Nature of the north
The exhibition explores Nordic attitudes to nature and the significance which landscape has had, and continues to have, in Nordic culture and thinking. Landscape painting assumed particular importance around the middle of the nineteenth century, when landscape subjects became crucial symbols in the Nordic countries' search for national identity. At the same time, the landscape art of the region was open to wider European influences, evolving in a field of force between the national and the international.
Nordic artists and landscapes
The exhibition features more than hundred by leading artists, such as Edvard Munch, Carl Larsson, Peder Severin Kröyer, and Fanny Churberg. The works are grouped thematically under five headings: Nordic Sublime, Close to Nature, In the Open Air, Evocative Landscape and Landscapes of the Mind, reflecting the development of landscape painting, from the heroic, romantic wildernesses of the 1840s to the dreamy, inward-looking mental landscapes of the turn of the century.

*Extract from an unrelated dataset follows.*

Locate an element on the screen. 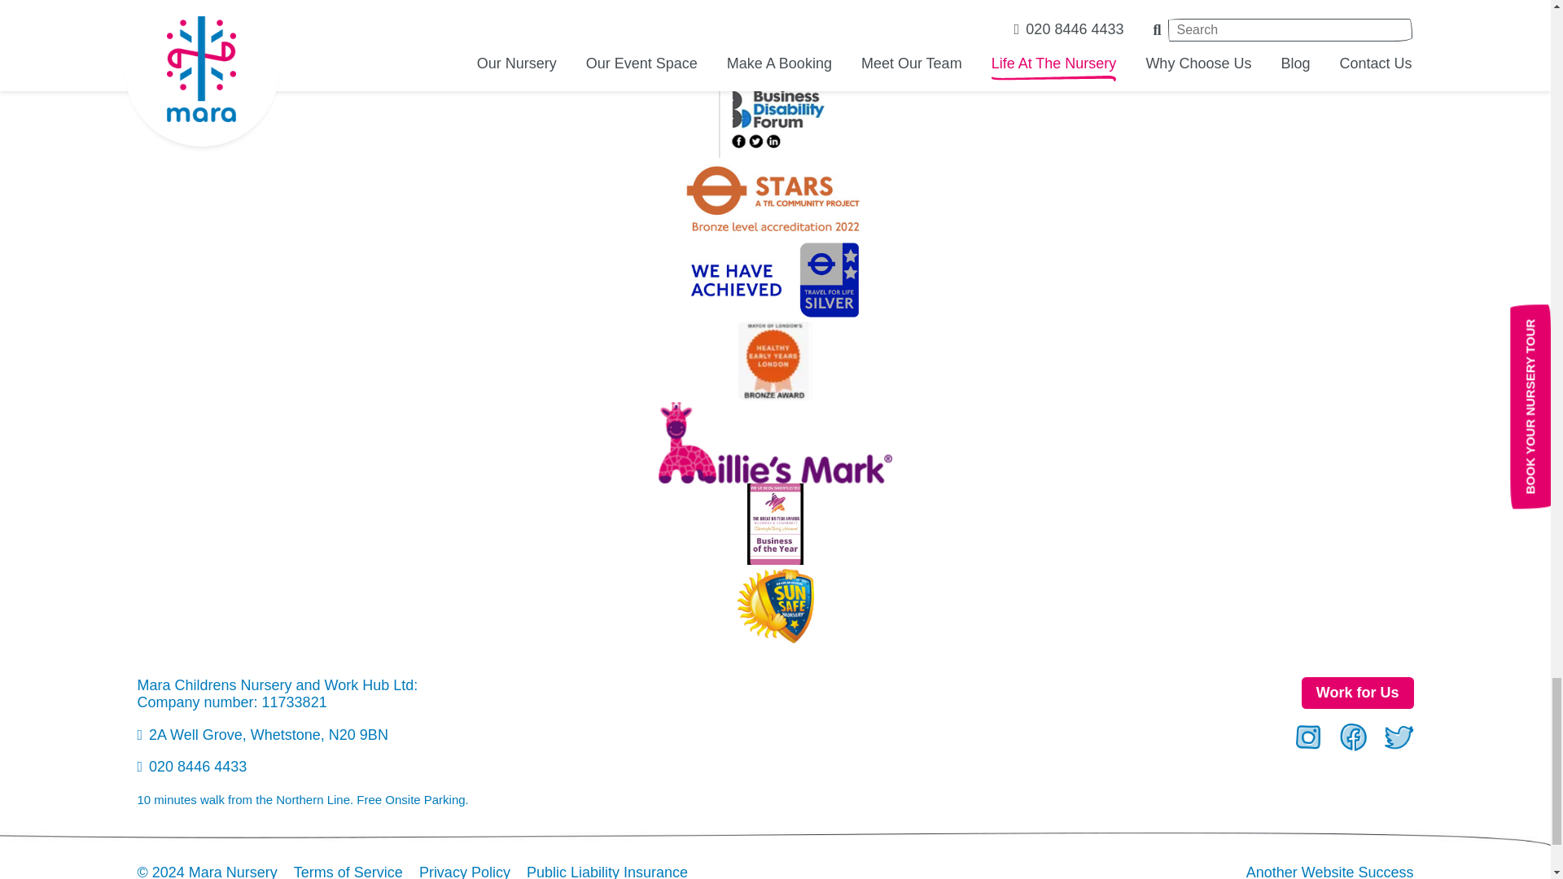 This screenshot has width=1563, height=879. Public Liability Insurance is located at coordinates (607, 871).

Accompanying the exhibition is a large-format, hard-cover catalogue of some 300 pages, which is available in English and the four Nordic languages. Written by a team of Nordic specialists, the book is lavishly illustrated, with colour reproductions of all the works. A total of nine different articles examine the subject of Nordic landscape painting. Alongside an introductory survey and thematic essays, there are two studies written from the viewpoint of the history of ideas, as well as descriptive entries on all the individual paintings, biographies of the artists and a bibliography.